Everywhere I looked all week there were levels of this same reality, all through the systems of our city and our lives. Throughout the week, I encountered online checklists on how to care for the vulnerable and reminders from folks who fear what is coming.

I’ve heard fear articulated regarding fair housing for LGBT folks, deportation for Hispanic folks, harassment for Muslim folks, heckling for families that include different races, abuse and intimidation for women on the street and in the work place, lack of available medical care and medicine for women and gay folks and trans folks, hatred for Jews, intellectuals, and “the politically correct,” bullying for children who are gay or black or brown or Muslim or disabled.

This list is growing longer and more dizzying in my mind.

Friends, this was certainly made more overt by the election, but we have been a people of unclean lips for a long time. Many wept at this election because it was a confirmation of what they already knew about our country.

For me this election brought me to the moment of burning coal to the lips--the moment when Jesus’ hard words about peace and swords, and fathers and sons, and the dead burying their own dead begin to make sense.

As to the issue of peace and swords—there is no peace when someone is coming with a sword toward the vulnerable. As to turning father against son—the hard truth is, I don’t get to value my father’s feelings over the safety of one of God’s children---even if I love my father.

As to the dead burying their own dead—it has become clear to me that we do not have time.

We do not have time to argue about unity or what is conversationally fair or polite or about whether politics is something we should be allowed to discuss in church in terms of concrete consequences.
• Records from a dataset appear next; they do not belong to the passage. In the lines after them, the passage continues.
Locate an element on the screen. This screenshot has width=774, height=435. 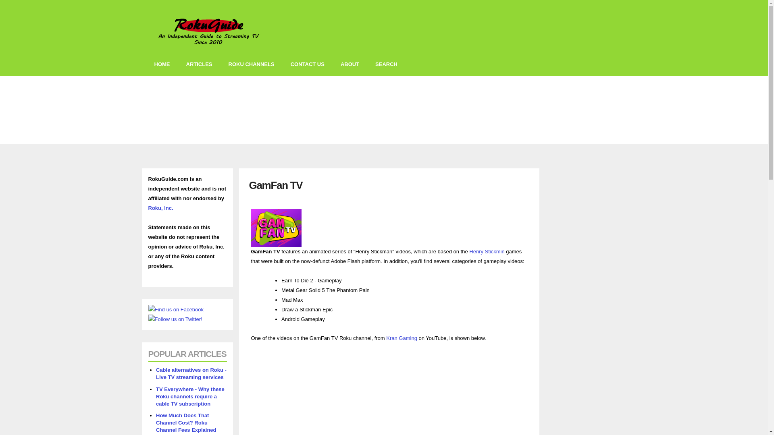
Contact form. is located at coordinates (307, 64).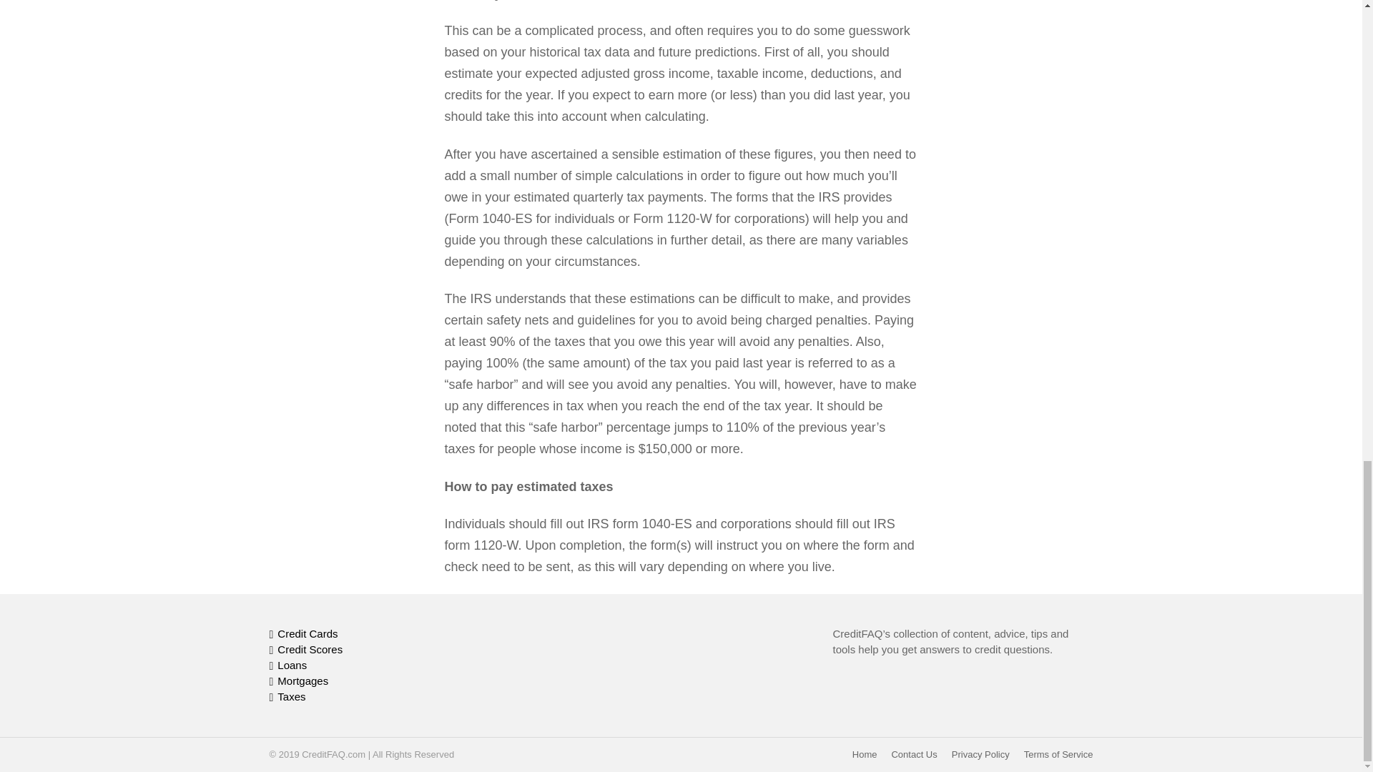 The image size is (1373, 772). Describe the element at coordinates (399, 651) in the screenshot. I see `Credit Scores` at that location.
People are literally being assaulted ALREADY. Children are staying home from school in fear, my sister is beside herself with terror because my beautiful niece, her adopted daughter, is vulnerable because she is brown and because she has a white mother. Someone painted a swastika on bench in our neighborhood. Black students are being harassed and threatened in mass at the UNIVERSITY OF PENNSYLVANIA.

So I’m not spending any time on whether or not it is polite for me to mention that this election hurts me and those I love—that we are weeping and frightened, that you don’t “just give a chance” to someone who has already articulated his violent plans for you and people you love. For those who have ears, let them hear.

We don’t get to bury the dead anymore—we have to tend to the living.

So it is true that the message God gave Isaiah to carry to the Israelites was a hard word. I imagine that Isaiah didn’t relish sharing that particular message—especially when he had to share it in his hometown, among his people and his friends, around his own family Thanksgiving table.

To be honest, I don’t relish the call to share God’s word around my family’s Thanksgiving table either this year. By my lips are still burning, and my conscience is still cut.

Friends, people are already suffering and they are already terrified. Given what we have seen, we can no longer defer the truth that God has called us to speak. We can no longer defer the work that God has called us too.

We must speak the truth, we must stand with and defend the vulnerable. We must check on our neighbors and keep our community accountable in a season of ugly, violent behavior.

We must meet the eyes of the frightened and offer whatever power we have to the service of protecting them. Where we have power, we must speak up for those who have none.

Friends, the work ahead of us is not for the faint of heart, but we have here gathered a community of people who love each other, love God, and are accustomed to the practice of grace, forgiveness, and hope. This moment is what we have practiced for.

We will not give up our hope and we will not neglect the power of joy in the face of hatred. Ours is the way of the cross, it is not safe and at this moment it does not look peaceful—but what I can promise is that the only way out is through.

And the path through the cross is the way to resurrection and life again. Stick together. Keep practicing hope. Scripture tells us that by our endurance we will gain your souls. May it be so. Amen.